|
Posted by Roy L. Fuchs on 06/14/06 05:15
On Tue, 13 Jun 2006 20:39:19 -0500, "Jay G." <Jay@tmbg.org> Gave us:
>On Tue, 13 Jun 2006 21:12:45 GMT, Roy L. Fuchs wrote:
>
>> On Tue, 13 Jun 2006 15:48:21 -0500, "Jay G." <Jay@tmbg.org> Gave us:
>>
>>>On Tue, 13 Jun 2006 18:47:53 GMT, GMAN wrote:
>>>
>>>> In article <ppcs82t8m908888d2a35g9hqvhgreq3nhf@4ax.com>, Roy L. Fuchs <roylfuchs@urfargingicehole.org> wrote:
>>>>>
>>>>> Funny that there are NO pressing plants in the US.
>>>> When CD's first came out that was also the case.
>>>
>>>Probably also when DVDs came out. DVDs likely also had yield issues,
>>>since it was at the time a new manufacturing process.
>>
>> Nope. They were stamped on the same tooling as a CD. That was part
>> of the beauty of the format. 5.25 is 5.25. It even carried into the
>> HD DVD.
>
>You seriously believe that DVD and CD have identical manufacturing because
>they're the same diameter? Besides the ignorance displayed in that
>statement about manufacturing, Blu-Ray is the same disc size.
>
CD and single layer DVD can be stamped on the same gear. The only
difference is the master.
BluRay is multi-layer out of the box which is like asking for
problems. And regardless of the fact that it followed the diameter of
the form factor I mentioned, it has followed nothing else about it.
Why do you think the number of four layer DVDs is so low? Could it
be "Prime Pass Yield"? Another term you'll have to look up.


AIM OF THE EXERCISE:
Repeat the records below verbatim, and do not copy their pictures.

-------

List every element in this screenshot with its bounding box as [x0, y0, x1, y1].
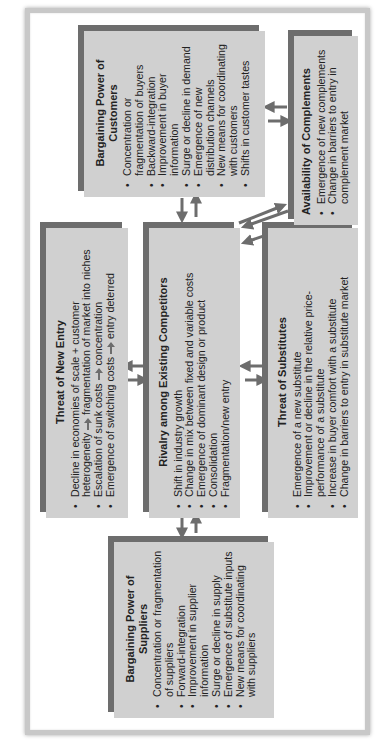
list-item: New means for coordinating with customer… — [216, 39, 240, 187]
list-item: Fragmentation/new entry — [220, 236, 232, 508]
right-arrow-icon — [107, 342, 115, 354]
box-threat-of-substitutes: Threat of Substitutes Emergence of a new… — [268, 228, 358, 518]
list-item: Surge or decline in supply — [211, 550, 223, 708]
list-item: Improvement in supplier information — [187, 550, 211, 708]
list-item: Consolidation — [208, 236, 220, 508]
box-title: Threat of Substitutes — [276, 236, 289, 508]
list-item: Shifts in customer tastes — [240, 39, 252, 187]
box-title: Rivalry among Existing Competitors — [157, 236, 170, 508]
item-list: Decline in economies of scale + customer… — [70, 236, 117, 508]
box-title: Availability of Complements — [300, 44, 313, 215]
box-title: Bargaining Power of Suppliers — [124, 550, 149, 708]
list-item: Surge or decline in demand — [181, 39, 193, 187]
list-item: Decline in economies of scale + customer… — [70, 236, 94, 508]
list-item: Emergence of substitute inputs — [223, 550, 235, 708]
list-item: Change in barriers to entry in substitut… — [339, 236, 351, 508]
item-list: Concentration or fragmentation of suppli… — [152, 550, 258, 708]
box-bargaining-power-suppliers: Bargaining Power of Suppliers Concentrat… — [114, 542, 274, 718]
list-item: New means for coordinating with supplier… — [235, 550, 259, 708]
list-item: Emergence of new distribution channels — [193, 39, 217, 187]
list-item: Improvement or decline in the relative p… — [303, 236, 327, 508]
item-list: Shift in industry growth Change in mix b… — [173, 236, 232, 508]
box-title: Bargaining Power of Customers — [94, 39, 119, 187]
box-title: Threat of New Entry — [54, 236, 67, 508]
list-item: Concentration or fragmentation of suppli… — [152, 550, 176, 708]
box-rivalry-among-competitors: Rivalry among Existing Competitors Shift… — [149, 228, 240, 518]
box-availability-of-complements: Availability of Complements Emergence of… — [294, 36, 358, 225]
right-arrow-icon — [95, 368, 103, 380]
list-item: Improvement in buyer information — [157, 39, 181, 187]
right-arrow-icon — [84, 418, 92, 430]
item-list: Emergence of a new substitute Improvemen… — [292, 236, 351, 508]
diagram-canvas: Bargaining Power of Suppliers Concentrat… — [0, 0, 389, 747]
list-item: Emergence of switching costs entry deter… — [105, 236, 117, 508]
item-list: Emergence of new complements Change in b… — [316, 44, 351, 215]
box-bargaining-power-customers: Bargaining Power of Customers Concentrat… — [84, 31, 265, 197]
list-item: Increase in buyer comfort with a substit… — [327, 236, 339, 508]
list-item: Concentration or fragmentation of buyers — [122, 39, 146, 187]
item-list: Concentration or fragmentation of buyers… — [122, 39, 252, 187]
box-threat-of-new-entry: Threat of New Entry Decline in economies… — [46, 228, 128, 518]
list-item: Change in barriers to entry in complemen… — [327, 44, 351, 215]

-------

RESULT FOR THIS EXERCISE:
List every element in this screenshot with its bounding box as [x0, y0, x1, y1].
list-item: New means for coordinating with customer… — [216, 39, 240, 187]
list-item: Fragmentation/new entry — [220, 236, 232, 508]
right-arrow-icon — [107, 342, 115, 354]
box-threat-of-substitutes: Threat of Substitutes Emergence of a new… — [268, 228, 358, 518]
list-item: Surge or decline in supply — [211, 550, 223, 708]
list-item: Improvement in supplier information — [187, 550, 211, 708]
list-item: Consolidation — [208, 236, 220, 508]
box-title: Threat of Substitutes — [276, 236, 289, 508]
list-item: Shifts in customer tastes — [240, 39, 252, 187]
box-title: Rivalry among Existing Competitors — [157, 236, 170, 508]
item-list: Decline in economies of scale + customer… — [70, 236, 117, 508]
box-title: Availability of Complements — [300, 44, 313, 215]
box-title: Bargaining Power of Suppliers — [124, 550, 149, 708]
list-item: Surge or decline in demand — [181, 39, 193, 187]
list-item: Decline in economies of scale + customer… — [70, 236, 94, 508]
list-item: Emergence of substitute inputs — [223, 550, 235, 708]
list-item: Change in barriers to entry in substitut… — [339, 236, 351, 508]
item-list: Concentration or fragmentation of suppli… — [152, 550, 258, 708]
box-bargaining-power-suppliers: Bargaining Power of Suppliers Concentrat… — [114, 542, 274, 718]
list-item: New means for coordinating with supplier… — [235, 550, 259, 708]
list-item: Emergence of new distribution channels — [193, 39, 217, 187]
list-item: Improvement or decline in the relative p… — [303, 236, 327, 508]
item-list: Shift in industry growth Change in mix b… — [173, 236, 232, 508]
box-title: Bargaining Power of Customers — [94, 39, 119, 187]
box-title: Threat of New Entry — [54, 236, 67, 508]
list-item: Concentration or fragmentation of suppli… — [152, 550, 176, 708]
box-rivalry-among-competitors: Rivalry among Existing Competitors Shift… — [149, 228, 240, 518]
box-availability-of-complements: Availability of Complements Emergence of… — [294, 36, 358, 225]
right-arrow-icon — [95, 368, 103, 380]
list-item: Improvement in buyer information — [157, 39, 181, 187]
right-arrow-icon — [84, 418, 92, 430]
item-list: Emergence of a new substitute Improvemen… — [292, 236, 351, 508]
diagram-canvas: Bargaining Power of Suppliers Concentrat… — [0, 0, 389, 747]
list-item: Emergence of switching costs entry deter… — [105, 236, 117, 508]
item-list: Emergence of new complements Change in b… — [316, 44, 351, 215]
box-bargaining-power-customers: Bargaining Power of Customers Concentrat… — [84, 31, 265, 197]
list-item: Increase in buyer comfort with a substit… — [327, 236, 339, 508]
list-item: Concentration or fragmentation of buyers — [122, 39, 146, 187]
item-list: Concentration or fragmentation of buyers… — [122, 39, 252, 187]
box-threat-of-new-entry: Threat of New Entry Decline in economies… — [46, 228, 128, 518]
list-item: Change in barriers to entry in complemen… — [327, 44, 351, 215]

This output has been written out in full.